- **EXERCISE PROMPT**:
With the pictures removed, write out the data below exactly.
++++ INFORMATION SHOWN
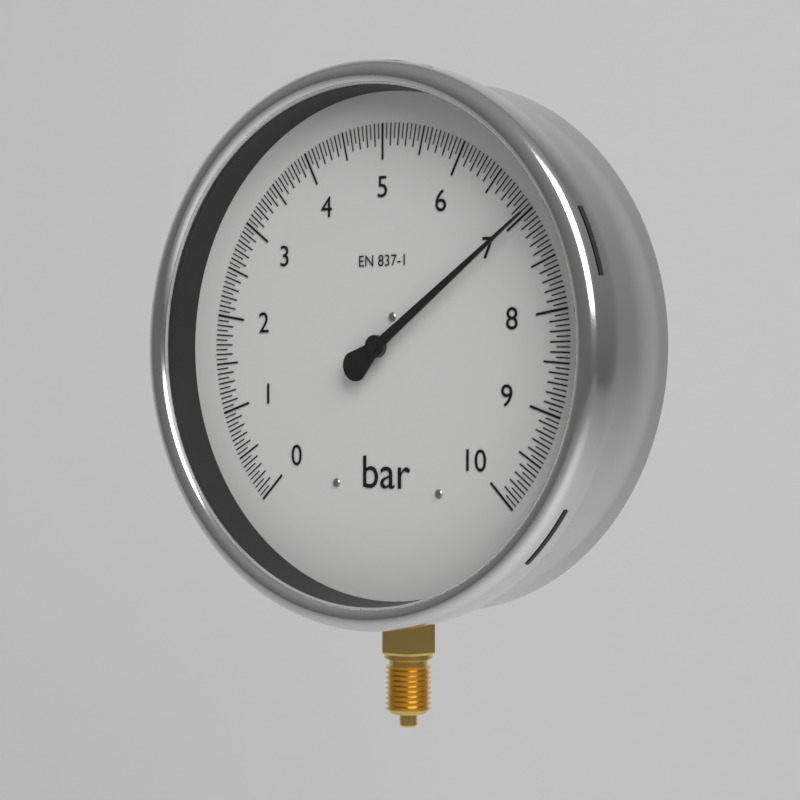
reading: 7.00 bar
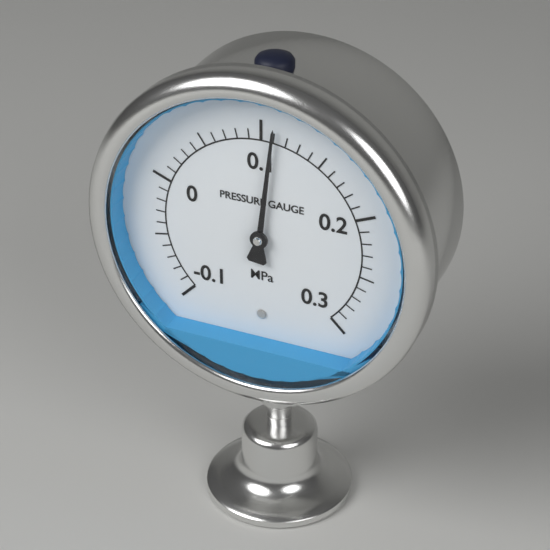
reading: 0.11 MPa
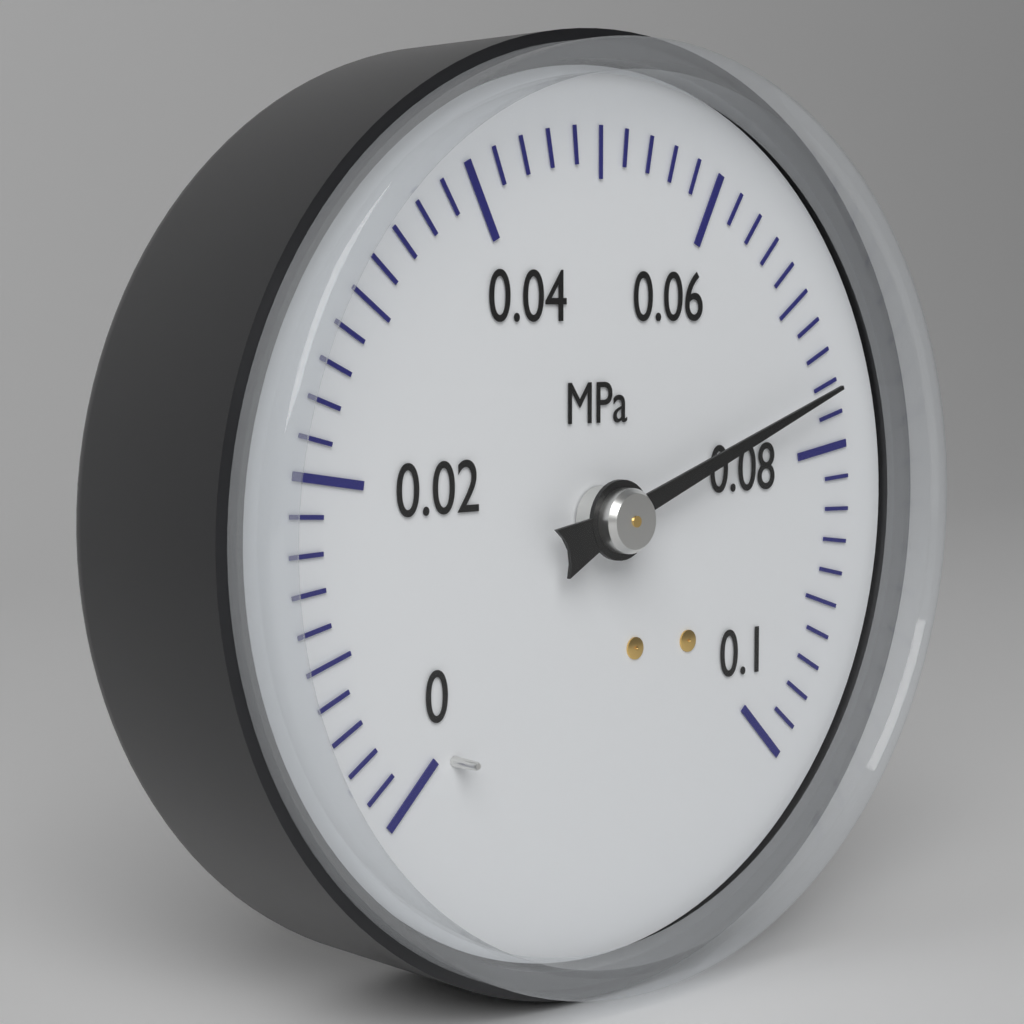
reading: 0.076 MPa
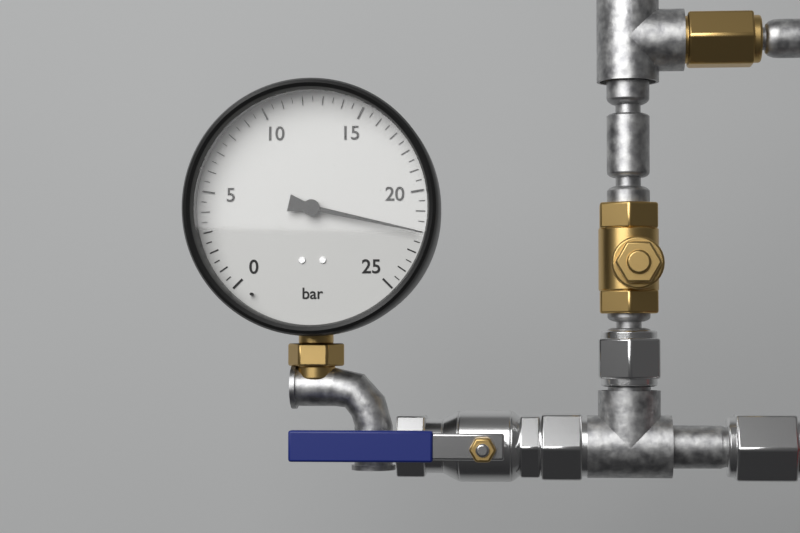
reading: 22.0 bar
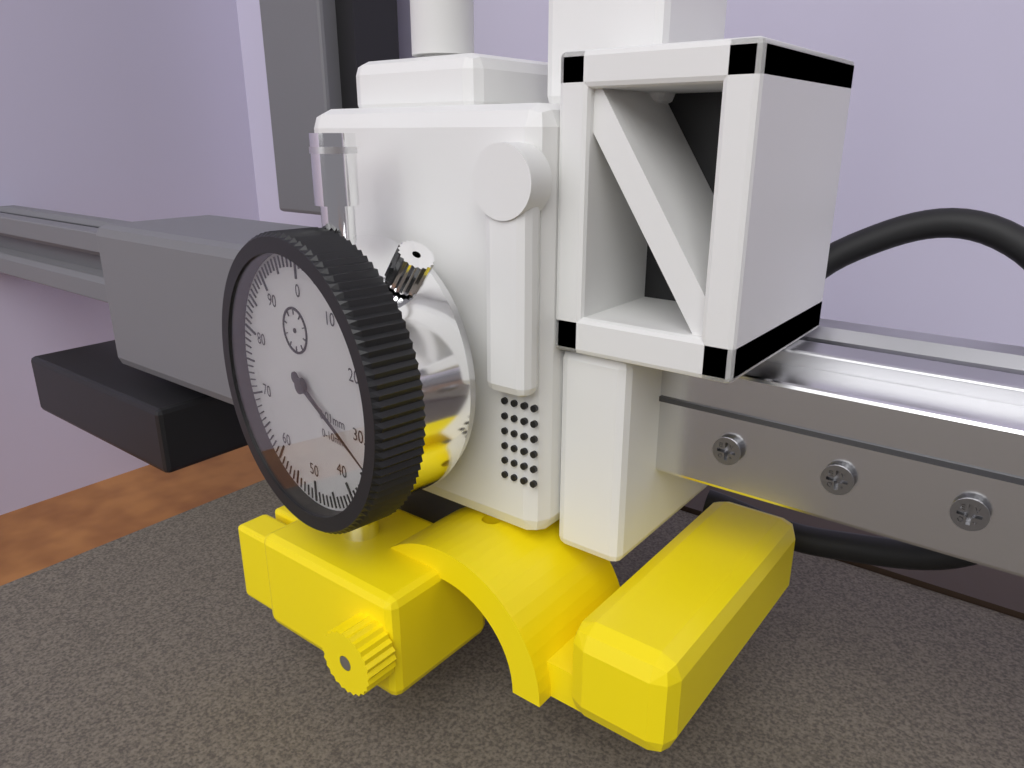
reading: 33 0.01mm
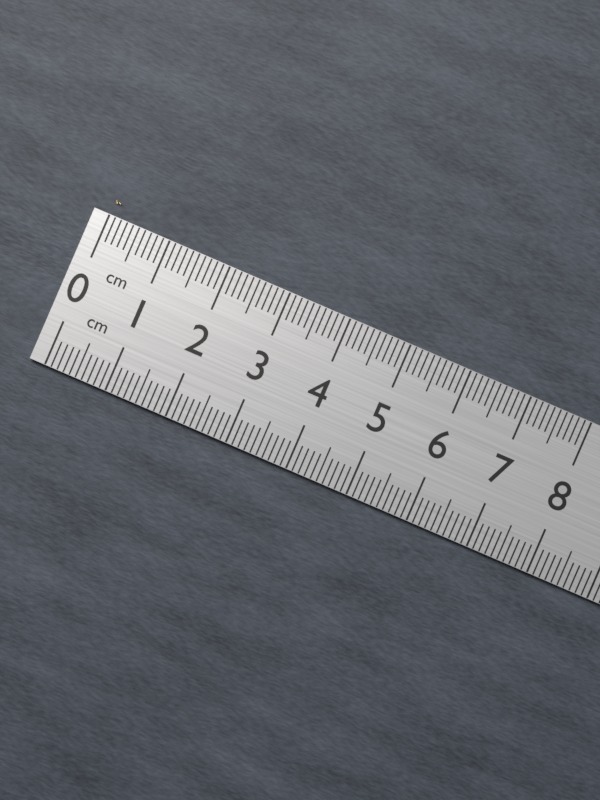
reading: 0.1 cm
++++++++
- **ANSWER FOR THIS EXERCISE**:
reading: 7.00 bar
reading: 0.11 MPa
reading: 0.076 MPa
reading: 22.0 bar
reading: 33 0.01mm
reading: 0.1 cm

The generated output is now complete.